The Corner

Economy & Business

Why Do Politicians Keep Passing Minimum-Wage Increases?

Then-Speaker of the House Nancy Pelosi (D., Calif.) speaks to the media about legislation to raise the minimum wage during a briefing on Capitol Hill in Washington, D.C., March 11, 2021. (Joshua Roberts/Reuters)

Politicians in both parties find reasons to applaud minimum-wage laws. They purport to have good intentions — “Lifting struggling workers out of poverty” is the usual line — but what are the results?

In this AIER article, David Hebert points out that minimum-wage laws caused havoc in the labor market:

What minimum wage advocates won’t acknowledge — at least openly — is that wages are a price, specifically the price of labor. By proposing minimum wage increases, lawmakers around the country are effectively telling employers, ‘We want you to hire fewer workers.’ Yet, when employers respond to this implicit edict by laying people off, blame is shifted to a myriad of superfluous explanations, none of which address the cluster of closures around the dates that minimum wage legislation takes place.

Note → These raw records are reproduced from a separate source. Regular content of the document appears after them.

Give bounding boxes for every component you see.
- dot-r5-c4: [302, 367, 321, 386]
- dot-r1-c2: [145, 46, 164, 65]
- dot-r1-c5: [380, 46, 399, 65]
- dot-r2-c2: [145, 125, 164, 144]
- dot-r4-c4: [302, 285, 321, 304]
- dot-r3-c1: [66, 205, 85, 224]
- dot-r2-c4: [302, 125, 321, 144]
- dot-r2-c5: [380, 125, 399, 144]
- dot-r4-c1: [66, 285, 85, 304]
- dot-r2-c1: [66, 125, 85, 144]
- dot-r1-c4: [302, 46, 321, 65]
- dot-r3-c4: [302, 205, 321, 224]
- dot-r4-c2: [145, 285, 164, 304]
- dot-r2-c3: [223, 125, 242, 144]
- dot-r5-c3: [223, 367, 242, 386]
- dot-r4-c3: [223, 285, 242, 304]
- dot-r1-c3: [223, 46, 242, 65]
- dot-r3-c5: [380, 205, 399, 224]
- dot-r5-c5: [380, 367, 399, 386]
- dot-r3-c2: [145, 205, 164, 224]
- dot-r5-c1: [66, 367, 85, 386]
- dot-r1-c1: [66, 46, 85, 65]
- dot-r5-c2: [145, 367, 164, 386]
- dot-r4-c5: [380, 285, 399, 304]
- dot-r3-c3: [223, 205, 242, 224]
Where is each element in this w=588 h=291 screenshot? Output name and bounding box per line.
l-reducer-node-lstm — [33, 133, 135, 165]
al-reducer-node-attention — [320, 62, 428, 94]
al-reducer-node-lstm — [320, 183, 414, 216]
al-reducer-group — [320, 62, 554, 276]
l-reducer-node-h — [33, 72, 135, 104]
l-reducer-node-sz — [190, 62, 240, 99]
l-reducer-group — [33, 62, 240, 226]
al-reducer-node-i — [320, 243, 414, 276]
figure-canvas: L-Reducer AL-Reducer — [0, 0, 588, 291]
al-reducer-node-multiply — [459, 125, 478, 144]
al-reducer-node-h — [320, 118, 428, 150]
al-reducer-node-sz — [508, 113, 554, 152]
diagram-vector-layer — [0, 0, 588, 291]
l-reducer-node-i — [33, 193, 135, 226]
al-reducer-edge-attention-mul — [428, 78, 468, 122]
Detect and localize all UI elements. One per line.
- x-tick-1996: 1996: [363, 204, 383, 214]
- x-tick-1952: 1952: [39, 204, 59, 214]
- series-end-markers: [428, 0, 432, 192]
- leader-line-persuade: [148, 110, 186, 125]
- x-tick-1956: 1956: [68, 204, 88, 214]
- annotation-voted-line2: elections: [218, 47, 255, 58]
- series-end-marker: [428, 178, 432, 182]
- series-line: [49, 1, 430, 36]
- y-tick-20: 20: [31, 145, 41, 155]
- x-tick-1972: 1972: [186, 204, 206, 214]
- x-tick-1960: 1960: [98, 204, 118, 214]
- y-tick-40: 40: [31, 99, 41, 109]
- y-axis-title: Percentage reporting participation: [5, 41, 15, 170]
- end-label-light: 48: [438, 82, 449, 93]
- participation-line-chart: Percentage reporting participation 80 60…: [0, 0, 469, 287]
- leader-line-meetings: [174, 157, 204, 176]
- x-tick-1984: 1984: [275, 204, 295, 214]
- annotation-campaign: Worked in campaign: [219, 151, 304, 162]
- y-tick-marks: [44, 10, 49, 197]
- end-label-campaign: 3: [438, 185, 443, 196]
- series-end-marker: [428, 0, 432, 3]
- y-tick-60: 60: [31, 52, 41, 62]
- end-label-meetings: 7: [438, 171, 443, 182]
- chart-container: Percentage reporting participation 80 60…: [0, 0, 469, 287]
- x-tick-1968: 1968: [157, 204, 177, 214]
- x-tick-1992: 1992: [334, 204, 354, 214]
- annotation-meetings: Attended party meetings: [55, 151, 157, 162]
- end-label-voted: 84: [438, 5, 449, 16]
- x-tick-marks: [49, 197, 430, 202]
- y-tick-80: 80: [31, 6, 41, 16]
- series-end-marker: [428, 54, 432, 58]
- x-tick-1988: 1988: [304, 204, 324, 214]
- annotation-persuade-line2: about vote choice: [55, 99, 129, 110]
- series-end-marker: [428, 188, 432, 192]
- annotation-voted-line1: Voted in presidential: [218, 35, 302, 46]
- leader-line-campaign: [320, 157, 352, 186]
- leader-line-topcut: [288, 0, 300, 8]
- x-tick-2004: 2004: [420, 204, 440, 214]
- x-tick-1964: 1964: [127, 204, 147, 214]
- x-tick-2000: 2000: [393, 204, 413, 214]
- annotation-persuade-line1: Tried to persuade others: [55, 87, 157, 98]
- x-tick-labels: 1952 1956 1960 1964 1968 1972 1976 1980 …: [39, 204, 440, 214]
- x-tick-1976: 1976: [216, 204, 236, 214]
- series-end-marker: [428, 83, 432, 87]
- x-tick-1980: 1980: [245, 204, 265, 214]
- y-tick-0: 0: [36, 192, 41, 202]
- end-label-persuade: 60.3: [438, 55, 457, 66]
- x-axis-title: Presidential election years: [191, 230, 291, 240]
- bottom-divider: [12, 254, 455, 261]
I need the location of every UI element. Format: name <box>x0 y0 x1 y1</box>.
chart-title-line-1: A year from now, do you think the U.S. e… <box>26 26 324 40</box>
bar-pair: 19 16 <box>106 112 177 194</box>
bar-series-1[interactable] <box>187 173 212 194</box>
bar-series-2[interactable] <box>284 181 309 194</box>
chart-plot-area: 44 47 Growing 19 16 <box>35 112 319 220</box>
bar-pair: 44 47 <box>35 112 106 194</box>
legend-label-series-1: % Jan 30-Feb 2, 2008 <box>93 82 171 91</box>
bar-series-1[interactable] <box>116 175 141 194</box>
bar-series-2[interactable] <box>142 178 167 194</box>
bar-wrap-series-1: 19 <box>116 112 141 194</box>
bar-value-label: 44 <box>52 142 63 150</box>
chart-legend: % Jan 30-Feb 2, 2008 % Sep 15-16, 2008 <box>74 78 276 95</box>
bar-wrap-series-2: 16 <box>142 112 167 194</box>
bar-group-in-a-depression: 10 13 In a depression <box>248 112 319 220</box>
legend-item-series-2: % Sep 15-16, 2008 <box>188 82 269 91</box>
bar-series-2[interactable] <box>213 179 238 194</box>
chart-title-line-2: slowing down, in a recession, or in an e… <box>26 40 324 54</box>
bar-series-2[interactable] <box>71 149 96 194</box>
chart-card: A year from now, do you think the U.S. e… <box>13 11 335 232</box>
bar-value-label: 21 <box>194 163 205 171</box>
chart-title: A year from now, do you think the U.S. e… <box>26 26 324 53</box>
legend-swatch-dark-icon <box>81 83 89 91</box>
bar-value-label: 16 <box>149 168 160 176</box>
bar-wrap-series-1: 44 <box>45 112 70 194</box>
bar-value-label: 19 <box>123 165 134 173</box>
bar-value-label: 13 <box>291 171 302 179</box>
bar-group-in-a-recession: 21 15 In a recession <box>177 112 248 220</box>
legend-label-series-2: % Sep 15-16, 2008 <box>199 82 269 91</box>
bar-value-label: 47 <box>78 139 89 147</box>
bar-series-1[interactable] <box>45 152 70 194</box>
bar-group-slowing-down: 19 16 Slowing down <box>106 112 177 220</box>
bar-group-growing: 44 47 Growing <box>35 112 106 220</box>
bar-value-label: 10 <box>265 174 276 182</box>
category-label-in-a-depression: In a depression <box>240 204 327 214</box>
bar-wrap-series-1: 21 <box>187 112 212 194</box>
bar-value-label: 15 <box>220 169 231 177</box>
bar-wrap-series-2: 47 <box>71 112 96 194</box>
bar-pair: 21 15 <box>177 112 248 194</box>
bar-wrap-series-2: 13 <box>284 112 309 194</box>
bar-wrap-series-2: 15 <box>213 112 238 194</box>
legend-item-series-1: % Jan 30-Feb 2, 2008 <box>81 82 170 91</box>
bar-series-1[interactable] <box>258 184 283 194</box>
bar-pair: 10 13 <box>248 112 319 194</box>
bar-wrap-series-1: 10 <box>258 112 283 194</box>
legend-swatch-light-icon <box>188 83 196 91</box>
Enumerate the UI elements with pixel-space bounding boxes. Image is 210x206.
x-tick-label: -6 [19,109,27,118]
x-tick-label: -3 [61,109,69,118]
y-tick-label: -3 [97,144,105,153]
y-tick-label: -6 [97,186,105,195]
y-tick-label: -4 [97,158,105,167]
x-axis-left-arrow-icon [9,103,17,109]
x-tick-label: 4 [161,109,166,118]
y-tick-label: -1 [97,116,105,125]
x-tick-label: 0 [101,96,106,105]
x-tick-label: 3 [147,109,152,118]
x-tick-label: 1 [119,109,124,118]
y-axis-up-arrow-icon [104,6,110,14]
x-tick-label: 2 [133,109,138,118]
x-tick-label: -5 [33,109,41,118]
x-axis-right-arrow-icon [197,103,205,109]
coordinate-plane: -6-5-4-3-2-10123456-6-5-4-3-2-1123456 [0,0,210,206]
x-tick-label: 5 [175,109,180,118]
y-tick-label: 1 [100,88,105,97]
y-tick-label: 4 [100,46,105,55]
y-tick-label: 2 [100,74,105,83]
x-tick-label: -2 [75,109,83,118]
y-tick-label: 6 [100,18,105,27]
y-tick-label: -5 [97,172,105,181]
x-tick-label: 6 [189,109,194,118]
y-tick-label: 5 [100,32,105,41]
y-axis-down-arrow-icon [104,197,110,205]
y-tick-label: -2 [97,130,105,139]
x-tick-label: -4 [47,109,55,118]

It’s also perfectly clear that when states increase their minimum wages, some workers lose their jobs, and workers who have low skills and productivity never get a chance at a first job. Don’t the compassionate pols care about them?

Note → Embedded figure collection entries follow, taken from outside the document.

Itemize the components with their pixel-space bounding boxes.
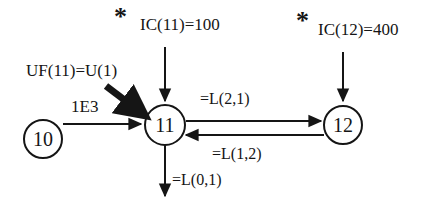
flow-diagram: 10 11 12 * * IC(11)=100 IC(12)=400 UF(11… bbox=[0, 0, 434, 213]
edge-uf11-to-node11 bbox=[106, 86, 143, 114]
asterisk-icon-right: * bbox=[296, 8, 309, 34]
node-12-label: 12 bbox=[324, 115, 362, 135]
label-initial-condition-12: IC(12)=400 bbox=[318, 21, 398, 38]
asterisk-icon-left: * bbox=[114, 4, 127, 30]
node-10-label: 10 bbox=[24, 129, 62, 149]
label-link-1-2: =L(1,2) bbox=[212, 146, 261, 162]
label-flow-1e3: 1E3 bbox=[71, 98, 98, 115]
label-link-2-1: =L(2,1) bbox=[200, 91, 249, 107]
label-uf-11: UF(11)=U(1) bbox=[26, 62, 117, 79]
node-11-label: 11 bbox=[146, 115, 184, 135]
label-initial-condition-11: IC(11)=100 bbox=[140, 16, 220, 33]
label-link-0-1: =L(0,1) bbox=[172, 172, 221, 188]
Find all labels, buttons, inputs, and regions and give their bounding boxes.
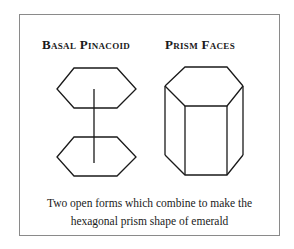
bottom-pinacoid-hexagon [57,137,136,176]
caption-line-2: hexagonal prism shape of emerald [19,212,280,230]
top-pinacoid-hexagon [57,68,136,108]
caption-line-1: Two open forms which combine to make the [19,194,280,212]
figure-caption: Two open forms which combine to make the… [19,194,280,230]
hexagonal-prism [165,67,243,175]
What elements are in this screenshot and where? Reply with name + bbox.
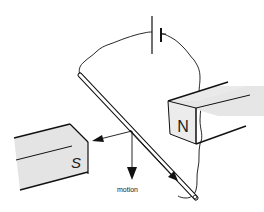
battery-icon xyxy=(152,16,166,54)
diagram-canvas: N S xyxy=(0,0,264,212)
south-magnet: S xyxy=(14,124,88,190)
motion-arrow-icon xyxy=(127,131,137,180)
motion-label: motion xyxy=(117,186,138,193)
current-arrow-icon xyxy=(130,130,178,181)
force-arrow-icon xyxy=(92,131,132,142)
south-pole-label: S xyxy=(71,154,81,171)
north-magnet: N xyxy=(168,82,264,144)
north-pole-label: N xyxy=(177,118,189,135)
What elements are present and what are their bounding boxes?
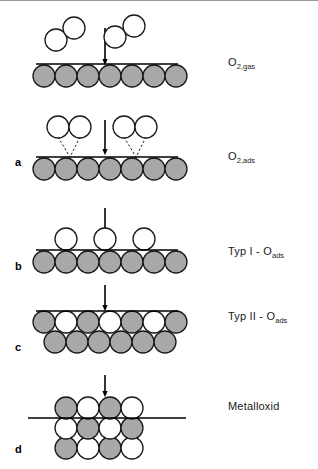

Herbert offers this explanation:

Perhaps lawmakers are so divorced from reality as to not see what is happening all around the country. More likely, they arrogantly believe that this time will be different; that their version of a minimum wage will work where every other has failed. Unfortunately, this is what every previous lawmaker believed, too. Just like them, today’s lawmakers will find that the laws of economics are as immutable as the law of gravity.

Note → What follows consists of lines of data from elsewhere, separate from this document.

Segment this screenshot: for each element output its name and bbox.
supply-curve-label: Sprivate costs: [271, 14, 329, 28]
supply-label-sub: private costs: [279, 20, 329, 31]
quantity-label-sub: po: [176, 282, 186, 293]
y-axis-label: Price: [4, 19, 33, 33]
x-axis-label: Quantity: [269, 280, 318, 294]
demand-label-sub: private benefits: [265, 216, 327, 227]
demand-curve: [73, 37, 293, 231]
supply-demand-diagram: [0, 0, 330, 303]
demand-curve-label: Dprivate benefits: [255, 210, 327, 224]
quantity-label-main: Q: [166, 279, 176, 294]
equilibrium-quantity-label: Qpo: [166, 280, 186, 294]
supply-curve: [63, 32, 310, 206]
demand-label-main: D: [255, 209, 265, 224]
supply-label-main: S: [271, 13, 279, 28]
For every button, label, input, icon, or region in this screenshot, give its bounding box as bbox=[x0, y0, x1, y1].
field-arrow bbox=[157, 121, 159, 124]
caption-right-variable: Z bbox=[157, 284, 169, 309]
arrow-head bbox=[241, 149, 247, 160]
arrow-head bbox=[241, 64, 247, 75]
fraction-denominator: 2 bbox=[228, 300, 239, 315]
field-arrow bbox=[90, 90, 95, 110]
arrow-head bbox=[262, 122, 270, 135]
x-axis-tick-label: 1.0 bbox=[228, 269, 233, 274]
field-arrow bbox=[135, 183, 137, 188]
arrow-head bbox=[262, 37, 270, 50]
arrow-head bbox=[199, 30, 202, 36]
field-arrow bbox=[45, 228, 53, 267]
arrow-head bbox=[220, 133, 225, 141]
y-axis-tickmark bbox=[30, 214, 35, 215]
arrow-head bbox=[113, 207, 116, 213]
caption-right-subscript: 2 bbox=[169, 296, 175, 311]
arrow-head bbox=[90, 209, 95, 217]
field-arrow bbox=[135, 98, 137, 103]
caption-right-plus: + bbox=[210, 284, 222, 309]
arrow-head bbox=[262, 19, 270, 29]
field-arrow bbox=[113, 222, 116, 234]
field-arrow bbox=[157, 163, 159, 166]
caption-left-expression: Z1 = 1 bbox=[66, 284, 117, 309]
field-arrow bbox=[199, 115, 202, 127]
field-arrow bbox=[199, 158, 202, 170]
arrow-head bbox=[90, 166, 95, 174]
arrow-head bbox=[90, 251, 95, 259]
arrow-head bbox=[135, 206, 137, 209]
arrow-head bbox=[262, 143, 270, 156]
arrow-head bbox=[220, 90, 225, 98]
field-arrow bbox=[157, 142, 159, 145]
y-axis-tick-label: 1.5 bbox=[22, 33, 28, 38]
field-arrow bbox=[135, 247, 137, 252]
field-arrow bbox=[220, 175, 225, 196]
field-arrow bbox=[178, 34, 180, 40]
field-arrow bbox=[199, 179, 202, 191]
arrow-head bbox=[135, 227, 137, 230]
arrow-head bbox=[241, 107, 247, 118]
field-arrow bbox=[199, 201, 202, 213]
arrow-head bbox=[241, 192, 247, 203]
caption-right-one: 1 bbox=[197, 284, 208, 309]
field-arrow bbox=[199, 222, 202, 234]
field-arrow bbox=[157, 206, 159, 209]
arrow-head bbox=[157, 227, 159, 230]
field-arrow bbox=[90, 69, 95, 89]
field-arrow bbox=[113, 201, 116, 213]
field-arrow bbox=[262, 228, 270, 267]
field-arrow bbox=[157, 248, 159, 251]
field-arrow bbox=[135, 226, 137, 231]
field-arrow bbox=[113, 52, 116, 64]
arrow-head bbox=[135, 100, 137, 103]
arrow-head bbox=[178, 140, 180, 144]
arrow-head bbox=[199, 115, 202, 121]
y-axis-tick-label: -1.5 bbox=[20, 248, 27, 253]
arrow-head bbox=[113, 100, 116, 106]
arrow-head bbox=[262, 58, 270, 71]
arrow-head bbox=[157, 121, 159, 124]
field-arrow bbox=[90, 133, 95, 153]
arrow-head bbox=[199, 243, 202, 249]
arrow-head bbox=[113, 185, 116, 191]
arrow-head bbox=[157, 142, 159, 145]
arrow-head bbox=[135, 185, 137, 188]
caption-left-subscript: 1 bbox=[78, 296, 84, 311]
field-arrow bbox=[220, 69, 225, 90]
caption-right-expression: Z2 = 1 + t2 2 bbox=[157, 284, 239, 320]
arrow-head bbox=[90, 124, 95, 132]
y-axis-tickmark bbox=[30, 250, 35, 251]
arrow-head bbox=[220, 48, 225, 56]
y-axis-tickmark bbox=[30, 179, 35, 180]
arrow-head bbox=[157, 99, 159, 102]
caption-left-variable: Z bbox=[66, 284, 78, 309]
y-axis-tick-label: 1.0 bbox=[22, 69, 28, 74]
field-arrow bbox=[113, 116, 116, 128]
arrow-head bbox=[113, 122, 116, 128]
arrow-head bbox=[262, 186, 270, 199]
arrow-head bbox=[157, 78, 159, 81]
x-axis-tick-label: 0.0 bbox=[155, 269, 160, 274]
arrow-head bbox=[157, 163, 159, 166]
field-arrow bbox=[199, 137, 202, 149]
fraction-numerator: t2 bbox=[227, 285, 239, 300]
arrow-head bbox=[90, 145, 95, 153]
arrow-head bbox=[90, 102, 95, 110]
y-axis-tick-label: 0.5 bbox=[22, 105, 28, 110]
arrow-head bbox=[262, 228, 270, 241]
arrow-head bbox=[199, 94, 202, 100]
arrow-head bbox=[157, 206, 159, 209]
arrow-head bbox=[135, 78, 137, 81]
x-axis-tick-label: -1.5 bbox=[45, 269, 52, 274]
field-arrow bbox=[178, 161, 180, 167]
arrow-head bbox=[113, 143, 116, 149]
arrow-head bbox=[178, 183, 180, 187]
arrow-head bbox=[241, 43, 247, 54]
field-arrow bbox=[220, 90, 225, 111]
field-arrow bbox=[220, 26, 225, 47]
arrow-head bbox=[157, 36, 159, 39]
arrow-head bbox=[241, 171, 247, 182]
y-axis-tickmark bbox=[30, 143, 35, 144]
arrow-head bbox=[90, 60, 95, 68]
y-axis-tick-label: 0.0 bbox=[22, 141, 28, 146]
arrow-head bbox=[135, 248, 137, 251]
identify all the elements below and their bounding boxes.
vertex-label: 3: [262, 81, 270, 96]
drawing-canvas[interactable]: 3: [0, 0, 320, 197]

True enough, but I’d say that the problem is that it’s much more important for politicians to appear to be caring than to actually do something to help the poor. They can trumpet their supposed compassion to clueless voters who don’t suffer the adverse effects of their meddling with the spontaneous order of the free market. Politics is mostly theater, and raising the minimum wage is a marvelous deception that never harms the people who make the laws.

George Leef is the the director of editorial content at the James G. Martin Center for Academic Renewal. He is the author of The Awakening of Jennifer Van Arsdale: A Political Fable for Our Time.